How many chickens can I trade for a used Honda Accord?
And if said currency happens to be backed by petrodollar and people then stop using said petrodollar. Expect currency to devalue rather quickly. You might just wanna invest in i dunno bitcoin =)
I'm sure the bitcoins are not where they are supposed to be but "Hackers ate my homework" is getting a bit lame as an excuse.
but since you can't turn it into euros or dollars with any regularity it's actual real estate value is .... ?
There's a reason the first word in real estate is "real". If you can't buy land it's just performance art for suckers and sucker feeders
In no time, those millions will spring into action, find the perp who stole the money and restore the status quo ante.
You fiat currency believers need to file a case and wait for some government agency to investigate find the perp, and try to recover the stolen goods.
Er, what...? There is no real peaceful conflict resolution mechanism? Its finders keepers losers weepers rule from third grade! What! You gotta be kidding....
sed -e 's/Chuck Norris/Rajnikant/g' joke > fact
Open a coin exchange ...and awkward to remove it
Make it easy to save your wallet
Wait till a few million/billion is deposited
Claim Hackers Stole My Homework (TM)
Profit!
You know what I love most about cryptocurrency? It's decentralized!
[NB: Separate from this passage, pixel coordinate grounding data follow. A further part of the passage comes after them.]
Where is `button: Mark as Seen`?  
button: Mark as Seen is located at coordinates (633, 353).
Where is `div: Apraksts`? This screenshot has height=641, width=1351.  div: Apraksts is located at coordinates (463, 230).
1. learn how to use firewalls.
2. dont use linux/fbsd/windows, try smartOS or netBSD.
3. ur an idiot for not using SSD (intel brand) Or buy a NAS with RAID3+SSD
4. The OS for mining should only do that, nothing else, just isolated tiny LAN.
5. You can made any IDE HD read only for the OS. All writes/mods can go to ram disk or 2nd SSD.
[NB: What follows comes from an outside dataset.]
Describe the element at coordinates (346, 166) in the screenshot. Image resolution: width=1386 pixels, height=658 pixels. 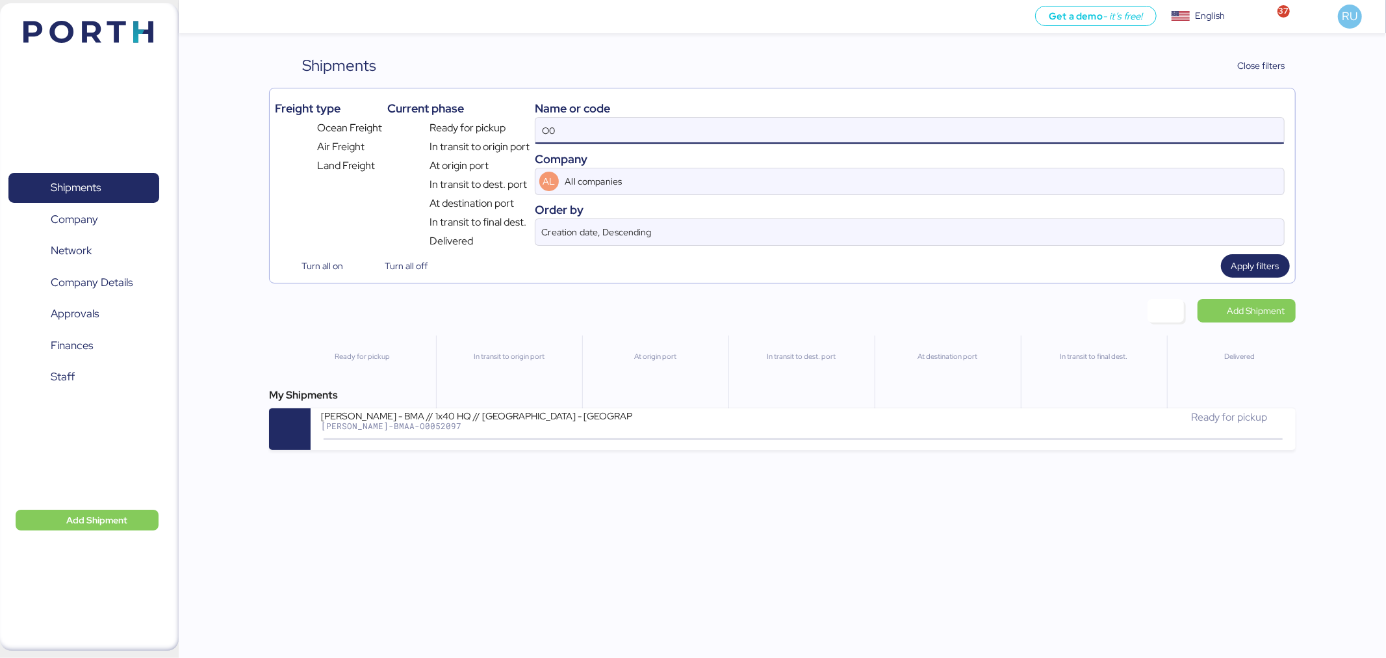
I see `span: Land Freight` at that location.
6. Burn to oldschool CDR and store a copy inside your old CD player no one will look at, 2nd copy at moms.
7. password? choose something simple - m5sum it , or tattoo the damn password to your DICK.
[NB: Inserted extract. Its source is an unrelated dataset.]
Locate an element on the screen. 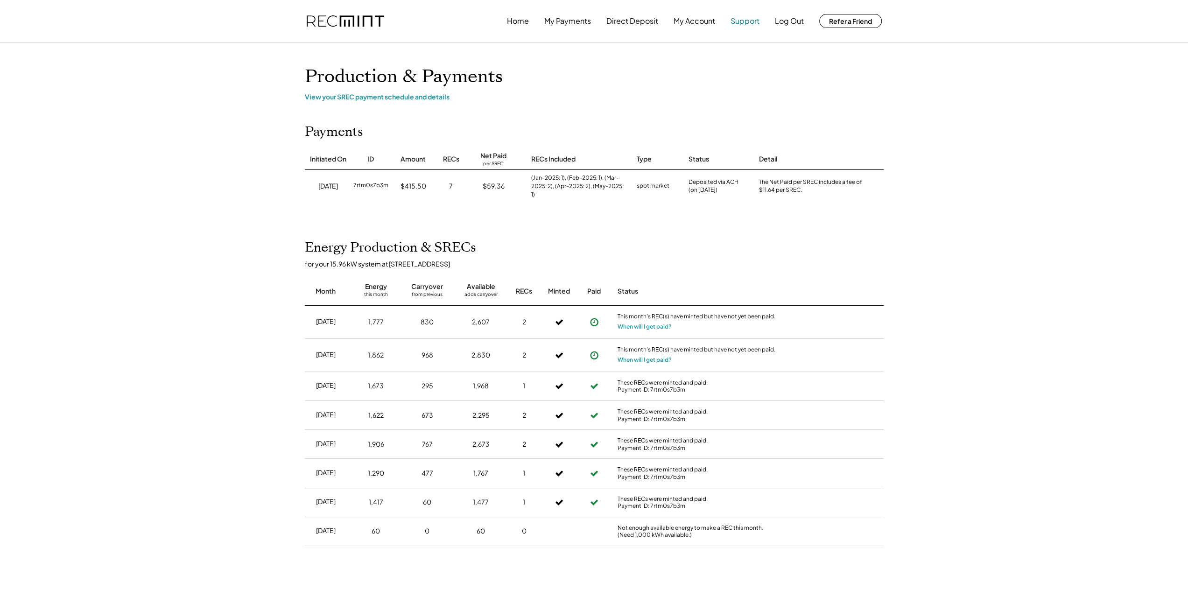 This screenshot has width=1188, height=597. button: My Payments is located at coordinates (567, 21).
Ziss iss good fou bittukoin.
The original idea of crypto was for micro-payments. I do not get where investing in crypto currencies themselves makes sense? And holding crypto in an exchange seems anti-thetical to the original idea of it being a completely peer-to-peer monetary system.
Sorry Sir, as the value of these monopoly game tokens is a merely $0.50, we're not inclined to take your report.
Now, if you'd happen to want to report the theft of 1/2 a billion Yen worth of crypto currency, we'd be more than happy to file your report and start an official investigation.
Posting as AC due to moderations
slashrio
This is getting all to common an occurrence lately.
If I heard on the news that a bank robber had taken $500 million from a bank I'd see that as major news.
But hearing yet again that millions of dollars worth of cryptocurrency was stolen just leaves me kinda 'Meh..', kinda like watching the weather forecast and finding out it's gonna rain again.
Only real solution is physical coins made from extremely durable materials, like real coins for example :-)
ahahaha hhahahah hahahah ahahah hohoho heheheh hahaha
Something I'm surprised hasn't come up yet with these constant thefts - the exchange knows which coins were stolen, it is illegal to knowingly trade in stolen goods so these subchains ought to be blacklisted from trading in most countries.